Jack goes to Parry’s boiler room abode and looks at Parry’s book about the Holy Grail. He picks up the Pinocchio doll and brings it to the mental hospital where Parry is a patient. Lydia is there, but doesn’t see Jack, as she talks to an attendant about items she has brought, indicating that she has been a regular visitor to see Parry. Jack places the doll on the bed near the catatonic Parry. Jack argues with himself even though he appears to be talking to the unresponsive Parry (another example of someone not able to converse with another, but here, it’s like a soliloquy, as Jack tries to deal with his internal conflicts). Jack says things have been great, he’s getting a cable show, and has a gorgeous girlfriend. He says he’s not going to do it, he’s not “God” and can’t magically fix things. He is, of course, talking about getting the cup that Parry thought is the Holy Grail. He tries to convince himself that many people have problems but still survive, and it’s easier for Parry to just sit there, in “his comfortable little coma.” But, if he wants to know what hard is, Jack says, “Try being me.” Despite his regained success, it feels empty to him now that he has seen the suffering of others that he helped bring about. He admits to feeling like he has “nothing,’ because what he does have is all superficial. He finally has his epiphany. He says if he does get the cup he’ll not be doing it because he “felt cursed or guilty or responsible.” Those are selfish motives. He says if he does it, “it’s because I want to do this for you.” The unselfish act is the one that is truly a worthy one.
The next image is the castle-like home of the rich person, the one, in a Robin Hood-like act, who must have his treasure taken to help the less fortunate. Jack is wearing Parry’s coat and hat as he participates in the knightly scaling of the fortress. He confronts a stained glass window that resembles the Red Knight, as we hear the horse winnowing, showing how Jack’s life is, to use the musical metaphor, now in sync with that of Parry’s. He even comments that he hears the horse, showing how he is sharing Parry’s hallucination. As he grabs the cup, he notices that the old man who owns the place appears to have taken some pills and may have fallen into a stupor or even has died. Does the man who held the power have to sleep in order for the victim of society to awake?  Jack goes to the mental ward and puts the cup in Parry’s hands, and eventually falls asleep at the foot of the bed. Parry’s hands start to move, stroking the cup. He opens his eyes, and Jack, who has his head turned away from Parry, also has his eyes open. They have become awake both spiritually as well as physically. Parry says he had a dream about being married to a beautiful woman, and asks, “Can I miss her now?”  So his unconscious, repressed past, is now breaking through to his conscious state, and he is ready to now deal with his loss. He thanks Jack for making it possible.

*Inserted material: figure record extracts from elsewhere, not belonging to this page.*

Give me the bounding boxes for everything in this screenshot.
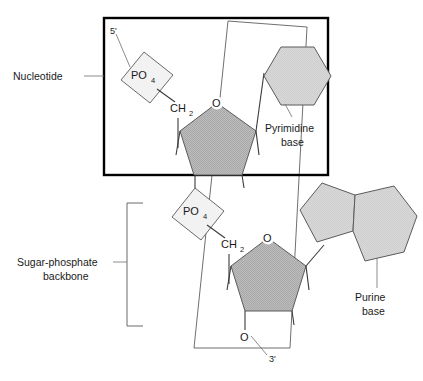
backbone-label-line2: backbone	[43, 270, 89, 282]
nucleotide-callout: Nucleotide	[13, 70, 104, 82]
phosphate-subscript-lower: 4	[203, 212, 207, 221]
three-prime-label: 3'	[269, 354, 276, 364]
oxygen-label-3prime: O	[240, 331, 249, 343]
purine-base-shape	[300, 183, 417, 261]
methylene-subscript-upper: 2	[189, 109, 193, 118]
sugar-stub-right-lower	[306, 266, 309, 290]
lower-nucleotide-group: PO 4 CH 2 O	[172, 163, 417, 344]
three-prime-marker: 3'	[251, 336, 276, 364]
phosphate-subscript-upper: 4	[151, 76, 155, 85]
purine-base-label-line1: Purine	[355, 291, 386, 303]
bond-sugar-to-pyrimidine	[256, 73, 264, 131]
figure-canvas: PO 4 CH 2 O	[0, 0, 423, 381]
pyrimidine-base-label-line1: Pyrimidine	[265, 122, 314, 134]
purine-pentagon	[300, 183, 355, 242]
purine-hexagon	[353, 186, 417, 261]
five-prime-label: 5'	[110, 26, 117, 36]
methylene-group-upper: CH 2	[170, 102, 193, 118]
oxygen-label-top-lower: O	[263, 232, 272, 244]
sugar-phosphate-callout: Sugar-phosphate backbone	[17, 203, 143, 326]
pyrimidine-leader-line	[285, 104, 292, 117]
nucleotide-diagram: PO 4 CH 2 O	[0, 0, 423, 381]
oxygen-label-upper: O	[212, 97, 221, 109]
phosphate-label-lower: PO	[183, 205, 199, 217]
nucleotide-label: Nucleotide	[13, 70, 63, 82]
methylene-subscript-lower: 2	[240, 245, 244, 254]
methylene-label-upper: CH	[170, 102, 186, 114]
pyrimidine-base-label-line2: base	[281, 136, 304, 148]
sugar-stub-bottom-right-lower	[292, 311, 294, 325]
backbone-bracket	[127, 203, 143, 326]
ring-oxygen-top-lower: O	[262, 232, 275, 245]
ring-oxygen-upper: O	[211, 97, 224, 110]
oxygen-3prime-group: O	[239, 331, 252, 344]
purine-base-label-line2: base	[362, 305, 385, 317]
bond-sugar-to-purine	[306, 245, 324, 266]
backbone-label-line1: Sugar-phosphate	[17, 256, 98, 268]
methylene-label-lower: CH	[221, 238, 237, 250]
bond-phosphate-ch2-upper	[157, 89, 175, 102]
three-prime-leader-line	[251, 336, 267, 355]
five-prime-leader-line	[116, 34, 130, 67]
sugar-stub-bottom-right-upper	[242, 175, 244, 188]
sugar-stub-right-upper	[256, 131, 259, 155]
bond-phosphate-ch2-lower	[207, 225, 225, 238]
pyrimidine-hexagon	[264, 47, 331, 105]
phosphate-label-upper: PO	[131, 69, 147, 81]
five-prime-marker: 5'	[110, 26, 130, 67]
methylene-group-lower: CH 2	[221, 238, 244, 254]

The next day, Lydia visits the mental hospital and is astonished to find Parry’s bed empty. He has been resurrected and he is leading the other patients, in what else, a song, spreading his melodic happiness to others. He and Lydia embrace, and Jack takes his place, leading the group, showing how they all are joined by the music and lyrics. Parry and Lydia’s love is contagious, and Jack realizes he truly loves Anne, now knowing that standing by someone when they are suffering is the real expression of love. After he tells her that he loves her, she smacks him for putting her through it. But then they passionately kiss, knocking over the videos, mirroring Lydia and Parry’s first encounter.

The film concludes with Jack and Parry in the park at night, both now naked, liberated from their mental prisons, looking at the sky. Jack asks, per their previous nighttime park encounter, if he is making the clouds move. Parry asks if Jack is “crazy,” which is funny given Parry’s history, and says it’s due to the wind, of course. His fanciful life as Parry has now mingled with the real-life experience of Henry Sagan. The film ends with, what else, the two of them singing, “How about You?” They look at the skyline of New York and there is a magical movie ending as the lights of the city illuminate and fireworks burst in the air as the fearful fire has been replaced by joyful illumination.

After a week off, the next film is Charly.